══ Records for processing
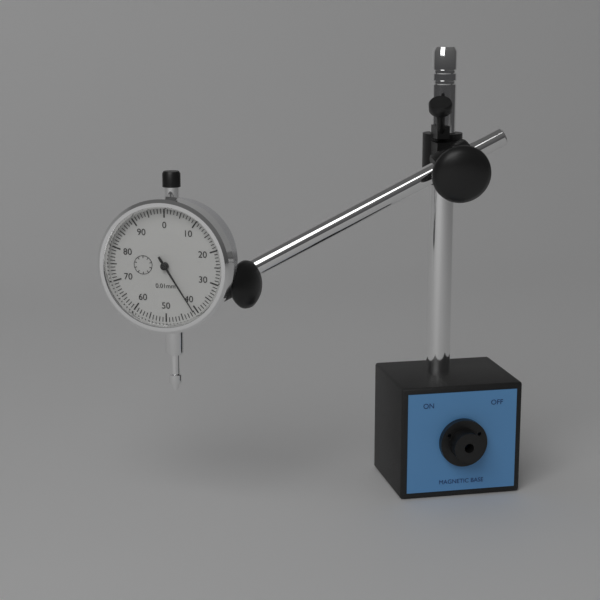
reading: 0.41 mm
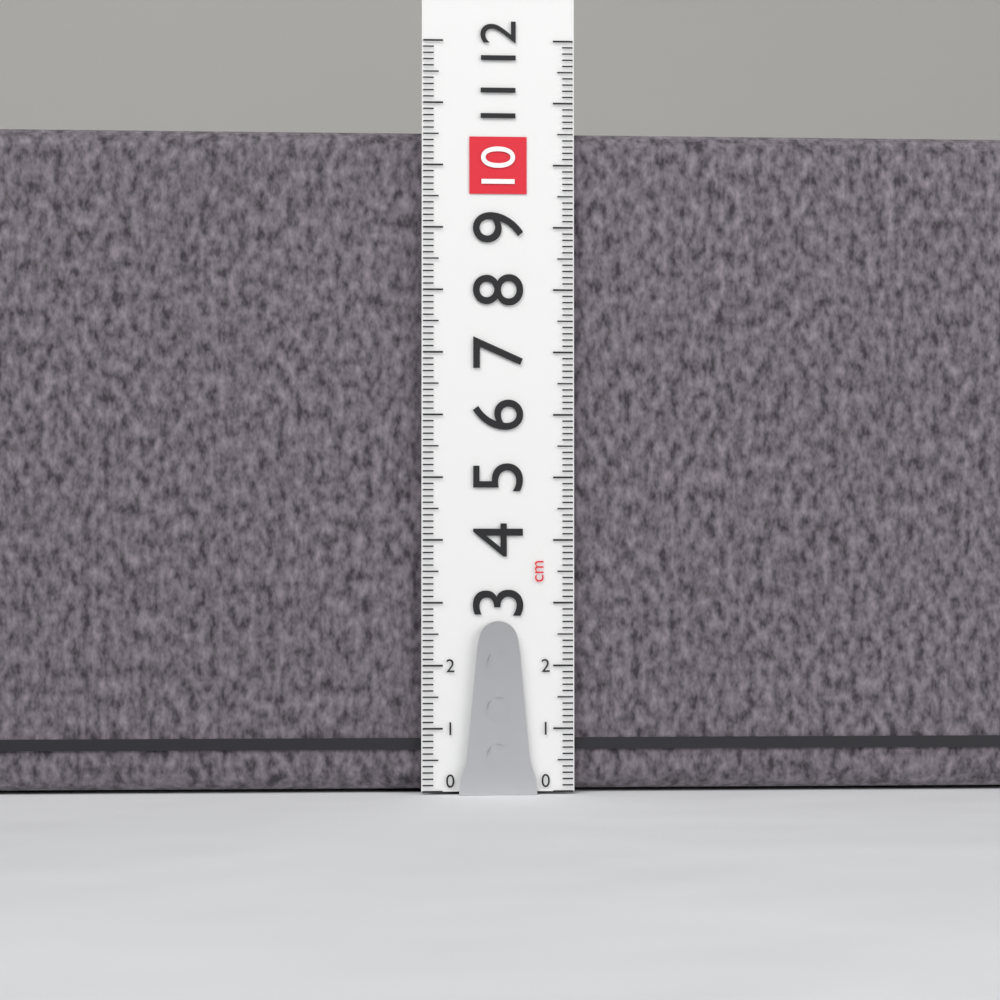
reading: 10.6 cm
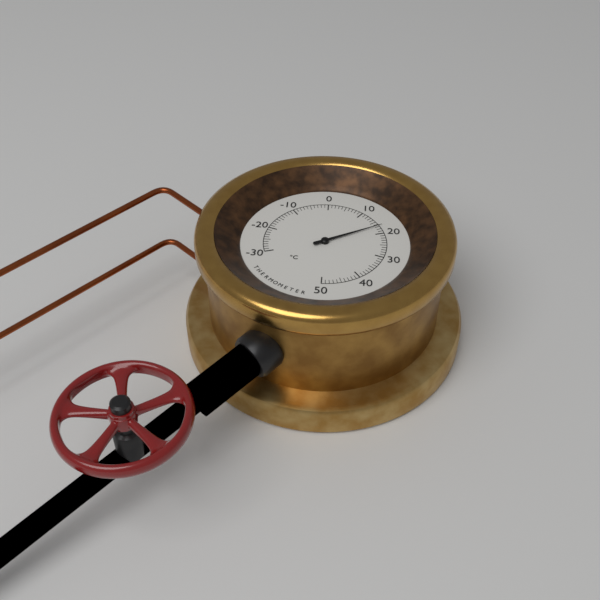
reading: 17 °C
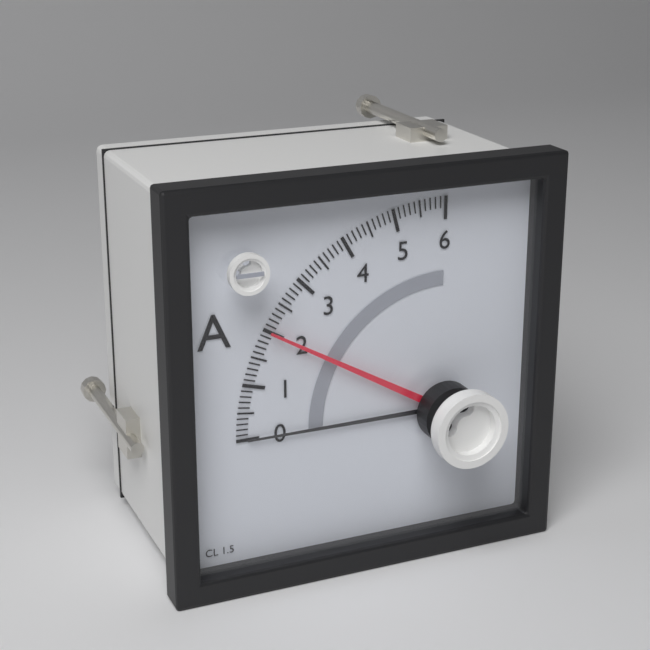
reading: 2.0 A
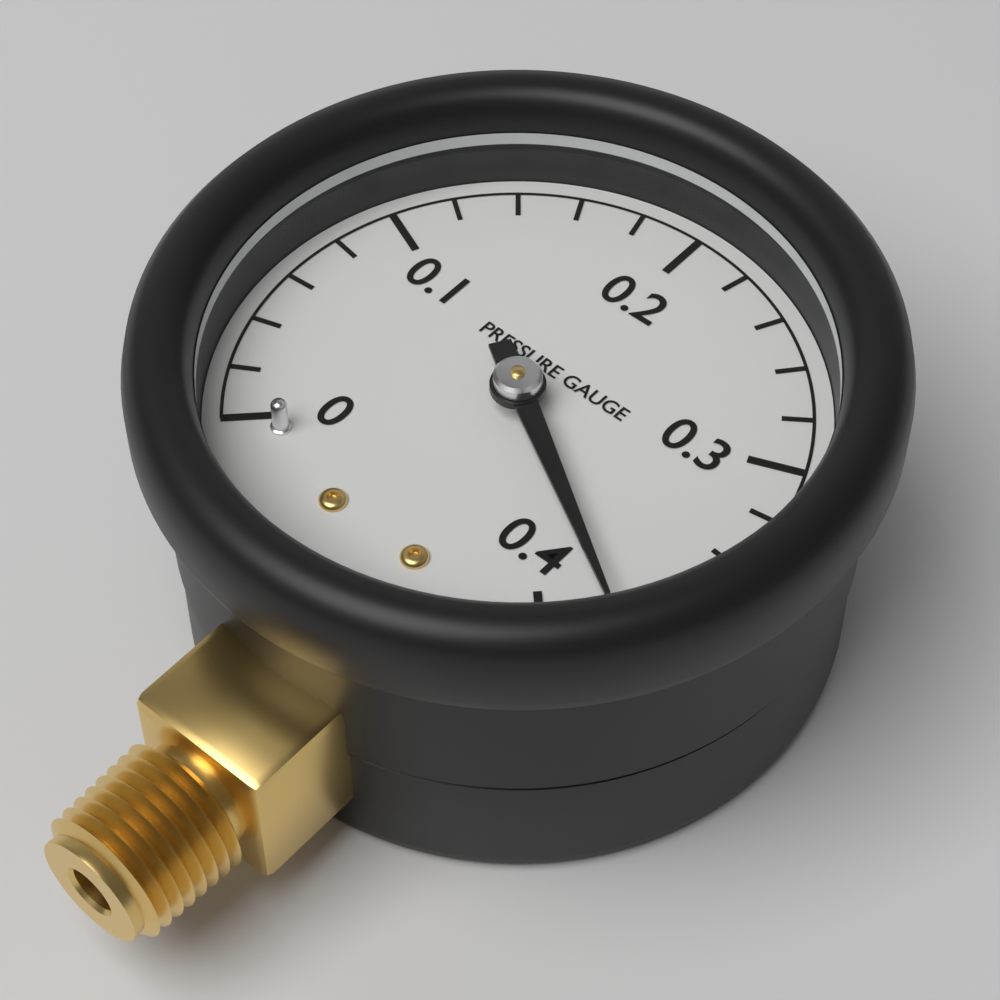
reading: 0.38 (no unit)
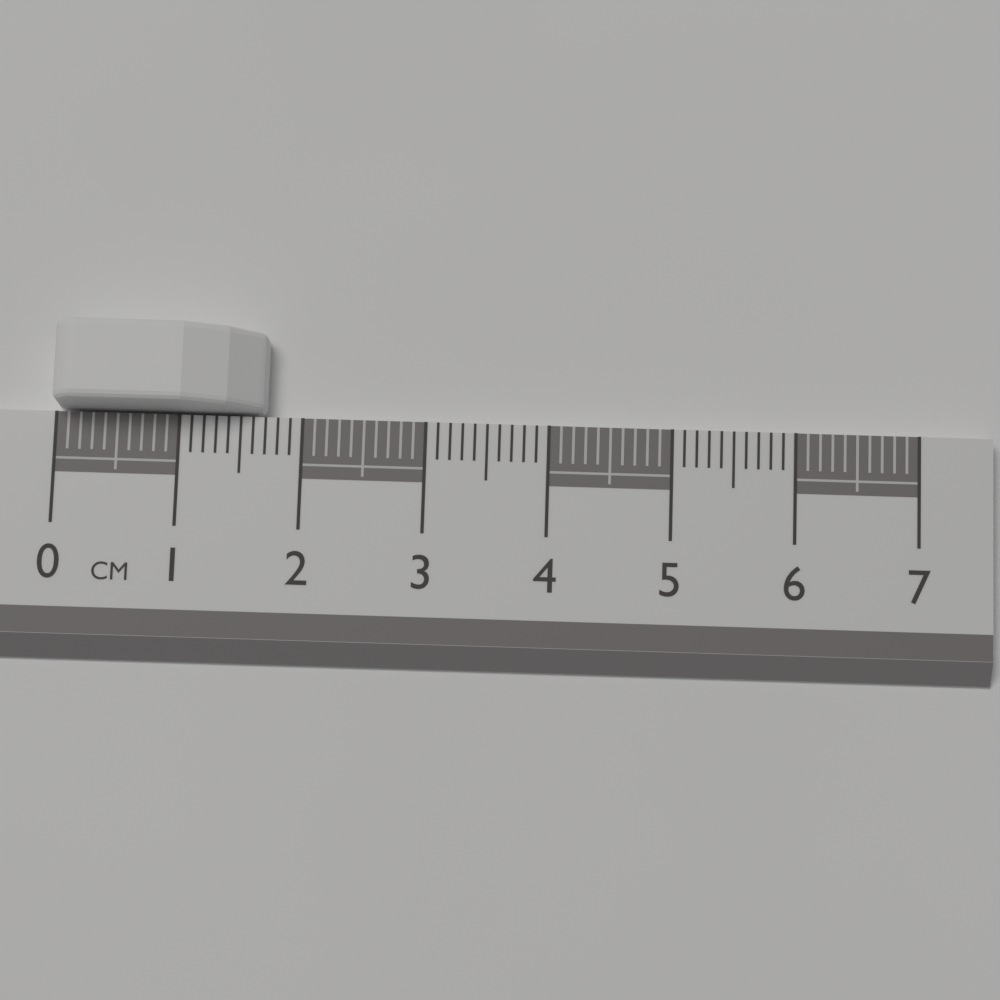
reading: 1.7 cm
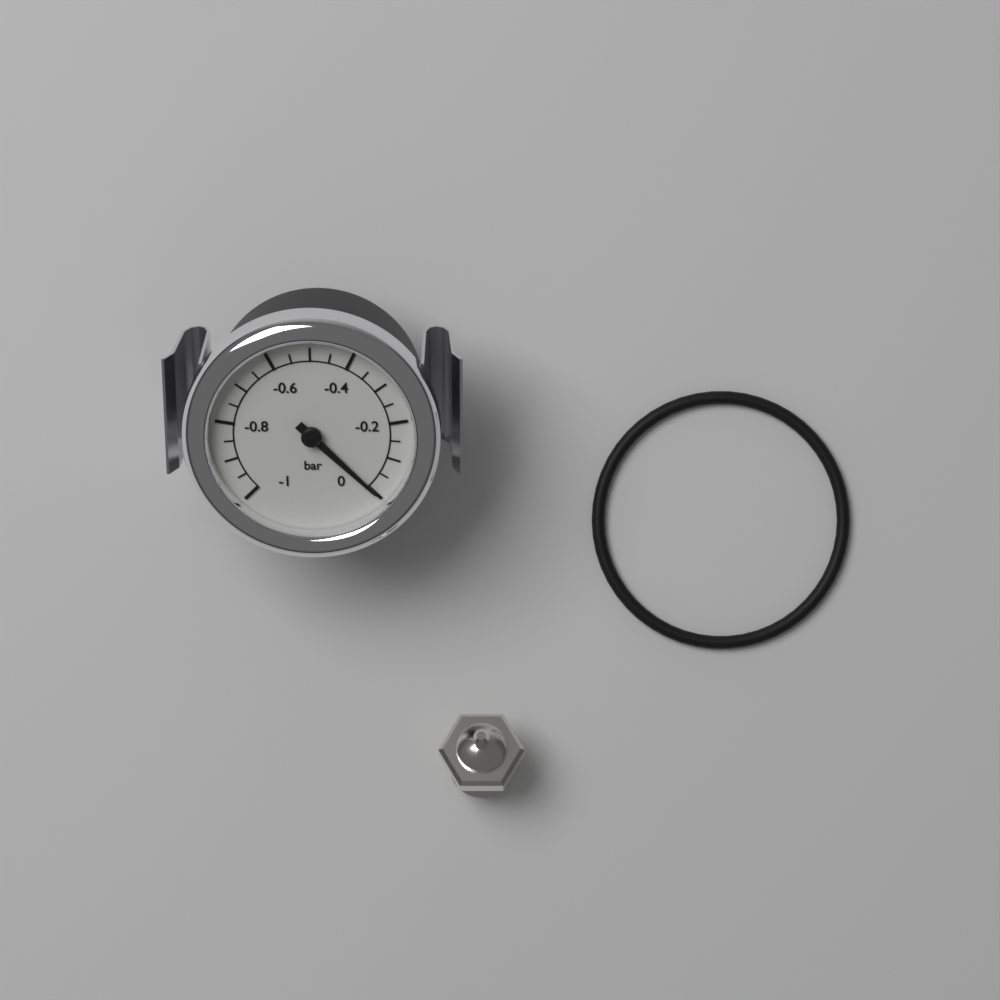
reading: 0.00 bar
════
What this task involves — Leave the pictures behind and repeat each entry exactly.

Answer space —
reading: 0.41 mm
reading: 10.6 cm
reading: 17 °C
reading: 2.0 A
reading: 0.38 (no unit)
reading: 1.7 cm
reading: 0.00 bar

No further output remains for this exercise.